Independent Nationalist

Independent Nationalist (Irish: Náisiúnach Neamhspleách) is a political title frequently used by Irish nationalists when contesting elections to the House of Commons of the United Kingdom Great Britain and Ireland not as members of the Irish Parliamentary Party, in the late nineteenth and early twentieth centuries.

In the main, but certainly not always, such Independent Nationalist candidates were either the Healyite Nationalists, supporters of Timothy Michael Healy, or the O'Brienite Nationalists, supporters of William O'Brien.

Some others were elected as Independent Nationalists outside of the above groupings, such as Timothy Harrington (1900 and 1906), Joseph Nolan (1900), D. D. Sheehan (1906), and Laurence Ginnell (in both the January and December 1910 elections).

William Redmond and James Cosgrave were elected to Dáil Éireann as Independent Nationalists in 1923, before going on to form the National League Party.

Later in the twentieth century, Michael O'Neill was elected to the House of Commons as an Independent Nationalist in 1951. John Hume, Paddy O'Hanlon, and Ivan Cooper were elected to the Northern Ireland House of Commons as Independent Nationalists in 1969; they formed the Social Democratic and Labour Party in the following year.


Prompt: Your answer should consist of each line below that contains the string "nebula".

==== Information

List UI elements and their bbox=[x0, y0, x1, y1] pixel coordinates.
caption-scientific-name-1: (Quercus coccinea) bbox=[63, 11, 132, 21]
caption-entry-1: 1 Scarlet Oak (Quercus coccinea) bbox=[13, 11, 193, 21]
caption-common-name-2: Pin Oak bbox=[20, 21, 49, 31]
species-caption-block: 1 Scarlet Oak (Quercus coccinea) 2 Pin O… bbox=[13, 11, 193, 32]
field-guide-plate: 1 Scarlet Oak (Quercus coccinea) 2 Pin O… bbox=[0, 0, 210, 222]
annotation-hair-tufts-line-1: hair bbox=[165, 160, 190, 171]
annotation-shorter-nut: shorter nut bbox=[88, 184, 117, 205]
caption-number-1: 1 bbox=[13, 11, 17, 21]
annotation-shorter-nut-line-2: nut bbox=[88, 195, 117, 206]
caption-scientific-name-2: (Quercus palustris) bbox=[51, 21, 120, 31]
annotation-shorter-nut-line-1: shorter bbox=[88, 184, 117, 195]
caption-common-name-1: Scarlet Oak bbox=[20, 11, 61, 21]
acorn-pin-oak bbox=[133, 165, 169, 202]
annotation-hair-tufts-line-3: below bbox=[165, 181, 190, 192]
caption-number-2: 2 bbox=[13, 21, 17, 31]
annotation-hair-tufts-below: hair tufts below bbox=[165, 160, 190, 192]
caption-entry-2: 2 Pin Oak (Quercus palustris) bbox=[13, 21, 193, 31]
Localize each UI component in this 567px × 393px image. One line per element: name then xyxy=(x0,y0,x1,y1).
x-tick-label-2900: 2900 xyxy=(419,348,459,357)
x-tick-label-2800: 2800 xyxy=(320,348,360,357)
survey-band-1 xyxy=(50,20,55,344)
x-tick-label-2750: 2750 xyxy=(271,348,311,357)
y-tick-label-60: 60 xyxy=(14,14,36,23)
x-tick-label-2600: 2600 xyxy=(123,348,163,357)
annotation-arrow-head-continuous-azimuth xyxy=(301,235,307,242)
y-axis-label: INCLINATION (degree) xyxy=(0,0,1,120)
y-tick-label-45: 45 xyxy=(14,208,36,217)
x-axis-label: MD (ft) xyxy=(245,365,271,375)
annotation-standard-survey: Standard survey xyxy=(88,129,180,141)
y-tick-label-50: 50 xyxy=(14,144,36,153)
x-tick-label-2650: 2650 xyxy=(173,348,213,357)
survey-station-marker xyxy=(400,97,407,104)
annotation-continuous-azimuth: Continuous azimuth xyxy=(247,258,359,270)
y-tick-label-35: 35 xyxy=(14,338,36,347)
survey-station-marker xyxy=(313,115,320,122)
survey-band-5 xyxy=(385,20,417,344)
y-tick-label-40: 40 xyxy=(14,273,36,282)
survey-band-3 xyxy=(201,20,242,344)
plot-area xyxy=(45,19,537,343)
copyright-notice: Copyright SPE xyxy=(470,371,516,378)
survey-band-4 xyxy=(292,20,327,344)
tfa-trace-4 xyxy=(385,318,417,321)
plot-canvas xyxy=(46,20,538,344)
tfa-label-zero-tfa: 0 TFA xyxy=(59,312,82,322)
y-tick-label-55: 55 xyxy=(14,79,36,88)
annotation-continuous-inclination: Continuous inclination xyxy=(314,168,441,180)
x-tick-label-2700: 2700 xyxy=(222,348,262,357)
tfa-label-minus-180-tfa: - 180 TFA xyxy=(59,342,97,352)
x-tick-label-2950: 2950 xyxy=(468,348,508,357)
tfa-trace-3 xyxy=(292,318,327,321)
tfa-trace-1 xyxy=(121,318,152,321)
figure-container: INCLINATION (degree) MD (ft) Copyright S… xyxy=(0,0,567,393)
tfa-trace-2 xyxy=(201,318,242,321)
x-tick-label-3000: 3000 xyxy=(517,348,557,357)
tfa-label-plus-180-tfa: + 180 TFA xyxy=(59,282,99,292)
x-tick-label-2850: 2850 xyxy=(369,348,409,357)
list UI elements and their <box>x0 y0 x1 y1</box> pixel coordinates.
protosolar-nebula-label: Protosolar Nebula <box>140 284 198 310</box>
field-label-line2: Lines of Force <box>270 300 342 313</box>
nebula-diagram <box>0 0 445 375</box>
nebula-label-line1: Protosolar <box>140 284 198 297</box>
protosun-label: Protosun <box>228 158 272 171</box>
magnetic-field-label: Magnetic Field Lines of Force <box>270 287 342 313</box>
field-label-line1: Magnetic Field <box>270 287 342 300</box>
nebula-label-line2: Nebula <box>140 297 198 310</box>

========

Reply:
protosolar-nebula-label: Protosolar Nebula <box>140 284 198 310</box>
nebula-diagram <box>0 0 445 375</box>
nebula-label-line1: Protosolar <box>140 284 198 297</box>
nebula-label-line2: Nebula <box>140 297 198 310</box>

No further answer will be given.